On 26.04.19 15:01, Francois Ozog wrote:
On Fri, 26 Apr 2019 at 14:45, Bryan O'Donoghue bryan.odonoghue@linaro.org wrote:
On 26/04/2019 12:01, Francois Ozog wrote:
On Fri, 26 Apr 2019 at 12:36, Bryan O'Donoghue <bryan.odonoghue@linaro.org mailto:bryan.odonoghue@linaro.org> wrote:
On 26/04/2019 10:29, Ilias Apalodimas wrote: >> I’d rather see Secure Boot image authentication implemented generically for all u-boot platforms, even when secure world variable updates are not available. > Akashi and Sughosh already have code on that. It's not 100% complete or tested > yet, but the basic concept works. Is that to say that u-boot will provide, Runtime services for EFI capsule update ?
That shall be one of the few runtime services supported as well as get/set variables. Is that the current POR ?
Yes
Well - implementing the RunTime service in u-boot or TEE doesn't make much difference from the use-case I'm looking at.
It's a positive that the model we are looking at is a runtime updating - as opposed to a reset based model, which was a bit of a concern for me - thinking about how long a Capsule would need to persist in memory BootROM -> ATF/OPTEE -> uboot and then finally a jump to program the flash.
Of course as Udit pointed out, the reason x86 does a reset is because it has to. SPI flash is locked before the DXE phase.
Maybe its a stupid question but, on x86 the way this works is you submit a capsule to the EFI runtime service, reboot and the EFI firmware
does
your update. On Arm then the flow is #1 Linux capsule update -> reboot -> BootROM -> [BL31],[BL32 TEE] ->
u-boot
and u-boot performs the update ? The bracketed items [] being
optional ?
only for the untrusted parts. S-EL3 shall update or validate the updates.
OK.
Just to clarify then. For the runtime update model.
u-boot will implement enough in RuntimeServices to enable EFI variables CapsuleUpdate
OP-TEE/TA Will aim to provide a similar set of functionality
But, you will be able to everything you need to do from what is being implemented in u-boot.
The TA then is extra security sugar on top, giving a more secure version of EFI variables and CapsuleUpdate ?
The UEFI implementer in U-Boot can implement the whole process of update in its context or just pass to OPTEE or use OPTEE for a limited set of things.
If you don't have a storage that's only accessible from secure world, chances are *very* low you can safely access it from UEFI RTS because any access may conflict with the OS (clocks, pinctrl, device registers, window mappings, etc etc). So implementing anything but TA calls as U-Boot UEFI RTS is a waste of time for CapsuleUpdate IMHO.
For UEFI variables, I'm not 100% convinced we ever got to any other conclusion that the above. The main difference is that you *can* expose an in-memory cache of variables which only persist on reset. If you really have to :).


Required action →
Counting every line in the entries below where the word "strong" occurs, report how many there are. Give only that number.

[Website and app data records]
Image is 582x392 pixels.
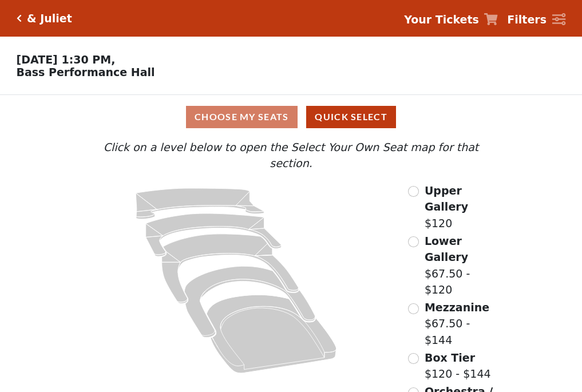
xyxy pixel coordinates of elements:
span: Box Tier [425,351,475,364]
path: Lower Gallery - Seats Available: 88 [146,213,282,256]
span: Lower Gallery [425,235,468,263]
span: Upper Gallery [425,184,468,213]
label: $120 - $144 [425,350,491,382]
path: Upper Gallery - Seats Available: 306 [137,188,264,220]
h5: & Juliet [27,12,72,26]
span: Mezzanine [425,301,489,314]
a: Your Tickets [404,11,498,28]
label: $67.50 - $120 [425,233,501,298]
strong: Your Tickets [404,13,479,26]
a: Filters [507,11,565,28]
p: Click on a level below to open the Select Your Own Seat map for that section. [81,139,501,172]
button: Quick Select [306,106,396,129]
label: $120 [425,183,501,232]
a: Click here to go back to filters [17,14,22,22]
strong: Filters [507,13,547,26]
label: $67.50 - $144 [425,299,501,349]
path: Orchestra / Parterre Circle - Seats Available: 31 [207,295,337,373]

Written solution →
2